- From: <bugzilla@jessica.w3.org>
- Date: Tue, 27 Nov 2012 14:15:48 +0000
- To: www-international@w3.org
https://www.w3.org/Bugs/Public/show_bug.cgi?id=15359 --- Comment #28 from Leif Halvard Silli <xn--mlform-iua@xn--mlform-iua.no> --- (In reply to comment #27) > (In reply to comment #22) > > Has anyone actually discussed Anne's > > proposal with the CSS and XML people? > > CSS Level 3 gives the BOM precedence (implemented in WebKit, Presto and > Gecko). Test case: > http://hsivonen.iki.fi/test/moz/bom/no-charset-attribute.html1251 > > For JS, Gecko experienced incompatibility with deployed content when not > giving the BOM the precedence in the case of JS, so I fixed Gecko to give > the BOM the precedence in the JS case. > > Frankly, XML should just follow HTML, CSS and JS behavior for consistency. > The worst that can happen is that previously ill-formed docs become > well-formed. If someone has a problem with that, I suggest they fight the > 5th edition first. > > I think this bug should go back into the resolved state without spec changes. CSS- and JavaScript-files are comparable to external entities in XML, for which XML 1.0 requires the use of the BOM, even for UTF-8 texts, if the replacement text of the external entity is to begin with U+FEFF. Clearly, the justification for that special rule, is a realization of the fact that when a zero with no-break space character occurs as the first character in a plain-text text, then, in a markup language that is biased towoards Unicode/UTF-8/UTF-16, then - in a conforming parser, the first such character *will* be interpreted as a byte order mark. Thus it isn't necessarily HTML that invented the wheel, here ... -- You are receiving this mail because: You are on the CC list for the bug.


■ Work request
Exclude the pictures, and otherwise reproduce the data in full.

■ Materials provided
• • • • •

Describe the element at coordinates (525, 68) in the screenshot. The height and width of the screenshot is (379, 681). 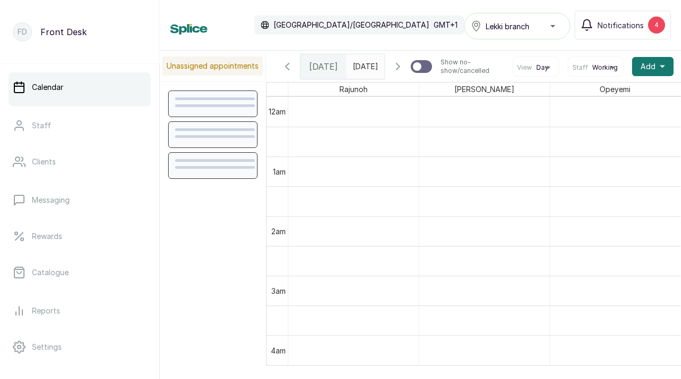
I see `span: View` at that location.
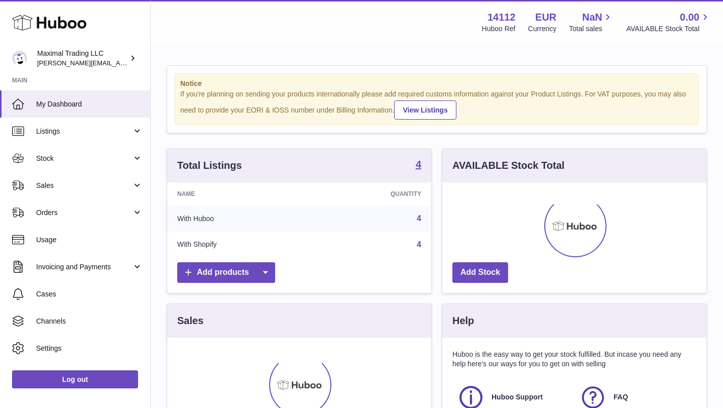 The height and width of the screenshot is (408, 723). What do you see at coordinates (668, 22) in the screenshot?
I see `a: 0.00 AVAILABLE Stock Total` at bounding box center [668, 22].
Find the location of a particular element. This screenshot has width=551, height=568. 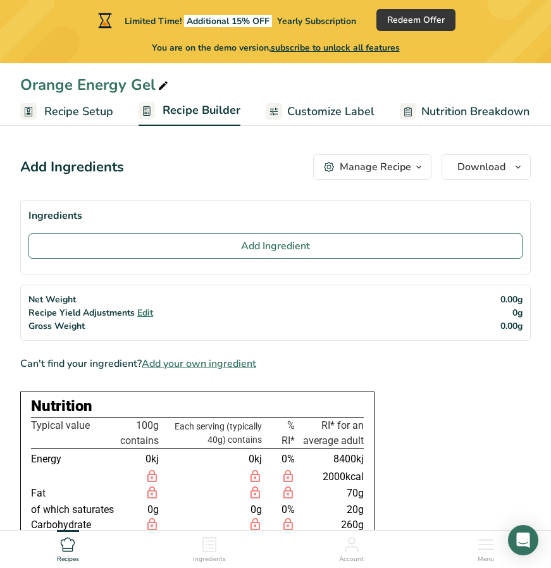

• • • • •

■ Solution to this task
Describe the element at coordinates (525, 68) in the screenshot. The height and width of the screenshot is (379, 681). 
I see `span: View` at that location.
 The height and width of the screenshot is (408, 723). What do you see at coordinates (668, 22) in the screenshot?
I see `a: 0.00 AVAILABLE Stock Total` at bounding box center [668, 22].
Find the location of a particular element. This screenshot has width=551, height=568. 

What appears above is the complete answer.